Language Model Can Listen While Speaking
Ziyang Ma, Yakun Song, Chenpeng Du, Jian Cong, Zhuo Chen, Yuping Wang, Yuxuan Wang, Xie Chen
2024-08-06

Summary
This paper introduces a new model called the Listening-while-Speaking Language Model (LSLM), which allows AI systems to listen and speak at the same time. This makes conversations with computers more natural and interactive.
What's the problem?
Most current speech language models can only respond after a person finishes speaking, which can feel awkward and slow. This turn-based interaction limits how effectively people can communicate with AI, especially when they want to interrupt or ask questions in real-time.
What's the solution?
The authors developed LSLM, which uses a technique called full duplex modeling (FDM) to enable simultaneous listening and speaking. This model has two main parts: one for generating speech and another for understanding audio input. They tested three different ways to combine these functions—early fusion, middle fusion, and late fusion—and found that middle fusion worked best for balancing speech generation and real-time interaction. The model can handle interruptions and works well even in noisy environments.
Why it matters?
This research is significant because it enhances human-computer interaction by making conversations with AI more fluid and responsive. By allowing real-time interruptions and interactions, LSLM can improve applications like virtual assistants, customer service bots, and other voice-activated technologies, making them more user-friendly and effective.
Abstract
Dialogue serves as the most natural manner of human-computer interaction (HCI). Recent advancements in speech language models (SLM) have significantly enhanced speech-based conversational AI. However, these models are limited to turn-based conversation, lacking the ability to interact with humans in real-time spoken scenarios, for example, being interrupted when the generated content is not satisfactory. To address these limitations, we explore full duplex modeling (FDM) in interactive speech language models (iSLM), focusing on enhancing real-time interaction and, more explicitly, exploring the quintessential ability of interruption. We introduce a novel model design, namely listening-while-speaking language model (LSLM), an end-to-end system equipped with both listening and speaking channels. Our LSLM employs a token-based decoder-only TTS for speech generation and a streaming self-supervised learning (SSL) encoder for real-time audio input. LSLM fuses both channels for autoregressive generation and detects turn-taking in real time. Three fusion strategies -- early fusion, middle fusion, and late fusion -- are explored, with middle fusion achieving an optimal balance between speech generation and real-time interaction. Two experimental settings, command-based FDM and voice-based FDM, demonstrate LSLM's robustness to noise and sensitivity to diverse instructions. Our results highlight LSLM's capability to achieve duplex communication with minimal impact on existing systems. This study aims to advance the development of interactive speech dialogue systems, enhancing their applicability in real-world contexts.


--- Description of the task ---
The records below are to be restated word for word, with their images omitted.

# # # # #

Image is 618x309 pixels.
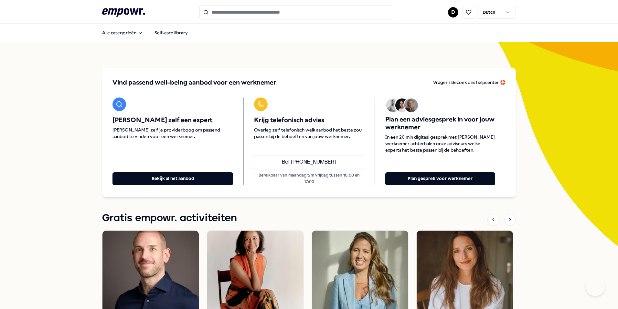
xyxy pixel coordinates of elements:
[102,210,237,226] h1: Gratis empowr. activiteiten
[254,116,364,124] span: Krijg telefonisch advies
[396,98,409,112] img: Avatar
[386,115,496,131] span: Plan een adviesgesprek in voor jouw werknemer
[387,98,400,112] img: Avatar
[113,126,233,139] span: [PERSON_NAME] zelf je providerboog om passend aanbod te vinden voor een werknemer.
[97,26,148,39] button: Alle categorieën
[254,126,364,139] span: Overleg zelf telefonisch welk aanbod het beste zou passen bij de behoeften van jouw werknemer.
[586,276,606,296] iframe: Help Scout Beacon - Open
[386,172,496,185] button: Plan gesprek voor werknemer
[433,80,506,85] span: Vragen? Bezoek ons helpcenter 🛟
[113,116,233,124] span: [PERSON_NAME] zelf een expert
[448,7,459,17] button: D
[200,5,394,19] input: Search for products, categories or subcategories
[113,78,277,87] span: Vind passend well-being aanbod voor een werknemer
[433,78,506,87] a: Vragen? Bezoek ons helpcenter 🛟
[254,155,364,169] a: Bel [PHONE_NUMBER]
[254,172,364,185] p: Bereikbaar van maandag t/m vrijdag tussen 10:00 en 17:00
[405,98,418,112] img: Avatar
[149,26,193,39] a: Self-care library
[97,26,193,39] nav: Main
[113,172,233,185] button: Bekijk al het aanbod
[386,134,496,153] span: In een 20 min digitaal gesprek met [PERSON_NAME] werknemer achterhalen onze adviseurs welke exper...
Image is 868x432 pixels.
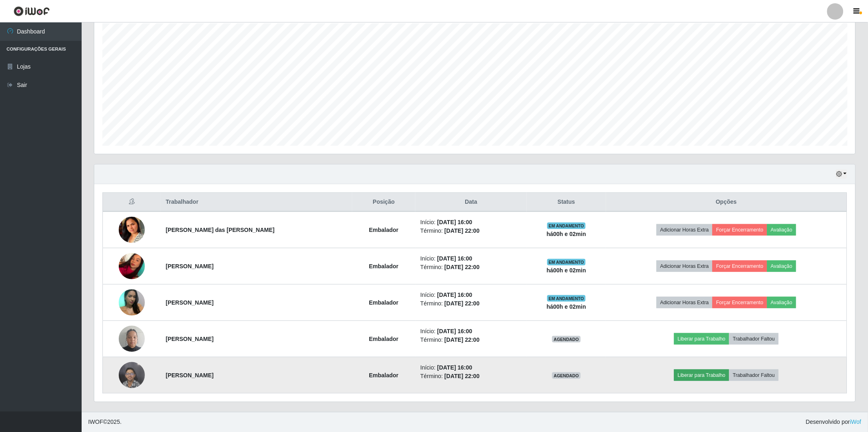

# # # # #

--- Solution for this task ---
Image is 618x309 pixels.
xyxy pixel coordinates of elements:
[102,210,237,226] h1: Gratis empowr. activiteiten
[254,116,364,124] span: Krijg telefonisch advies
[396,98,409,112] img: Avatar
[386,115,496,131] span: Plan een adviesgesprek in voor jouw werknemer
[387,98,400,112] img: Avatar
[113,126,233,139] span: [PERSON_NAME] zelf je providerboog om passend aanbod te vinden voor een werknemer.
[97,26,148,39] button: Alle categorieën
[254,126,364,139] span: Overleg zelf telefonisch welk aanbod het beste zou passen bij de behoeften van jouw werknemer.
[586,276,606,296] iframe: Help Scout Beacon - Open
[386,172,496,185] button: Plan gesprek voor werknemer
[433,80,506,85] span: Vragen? Bezoek ons helpcenter 🛟
[113,116,233,124] span: [PERSON_NAME] zelf een expert
[448,7,459,17] button: D
[200,5,394,19] input: Search for products, categories or subcategories
[113,78,277,87] span: Vind passend well-being aanbod voor een werknemer
[433,78,506,87] a: Vragen? Bezoek ons helpcenter 🛟
[254,155,364,169] a: Bel [PHONE_NUMBER]
[254,172,364,185] p: Bereikbaar van maandag t/m vrijdag tussen 10:00 en 17:00
[405,98,418,112] img: Avatar
[149,26,193,39] a: Self-care library
[97,26,193,39] nav: Main
[113,172,233,185] button: Bekijk al het aanbod
[386,134,496,153] span: In een 20 min digitaal gesprek met [PERSON_NAME] werknemer achterhalen onze adviseurs welke exper...
Image is 868x432 pixels.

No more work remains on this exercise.